On-disk and in-memory structures
• Boot control block contains info needed by system to boot OS from that
volume.
Needed if volume contains OS, usually first block of volume
• Volume control block (superblock, master file table) contains volume
details –
• Total # of blocks, # of free blocks, block size, free block pointers or array
• Directory structure organizes the files
Names and inode numbers, master file table
File System Implementation
• Per-file File Control Block (FCB) contains many details about the file
inode number, permissions, size, dates
NFTS stores into in master file table using relational DB structures
File System Implementation
• Partition can be a volume containing a file system (“cooked”) or raw – just a sequence of
blocks with no file system
• Boot block can point to boot volume or boot loader set of blocks that contain enough code to
know how to load the kernel from the file system Or a boot management program for multi-os
booting
• Root partition contains the OS, other partitions can hold other Oses, other file systems, or
be raw Mounted at boot time
• Other partitions can mount automatically or manually
• At mount time, file system consistency checked Is all metadata correct?
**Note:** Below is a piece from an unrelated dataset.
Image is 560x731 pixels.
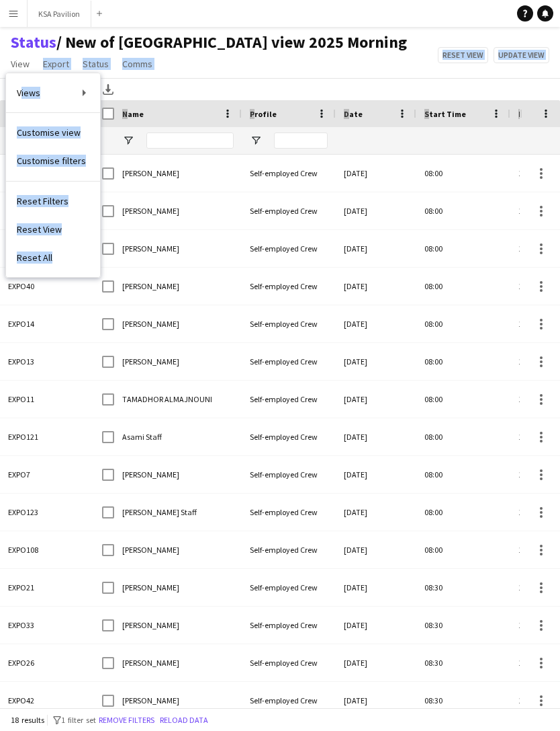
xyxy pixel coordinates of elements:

If not, fix it, try
again
• If yes, add to mount table, allow access
File System Implementation
• Virtual File Systems (VFS) on Unix provide an object-oriented way of implementing file
systems
• VFS allows the same system call interface (the API) to be used for different types of file
systems
• Separates file-system generic operations from implementation details
• Implementation can be one of many file systems types, or network file system
• Implements vnodes which hold inodes or network file details
For example, Linux has four object types: inode, file, superblock, dentry
Directory Implementation
Linear list of file names with pointer to the data blocks
Simple to program
Time-consuming to execute
->Linear search time
->Could keep ordered alphabetically via linked list or use B+ tree
2) double caching, requires caching file-system data twice. Not only does it waste memory but it also
wastes significant CPU and I/O cycles due to the extra data movement within system memory. In addition,
inconsistencies between the two caches can result in corrupt files.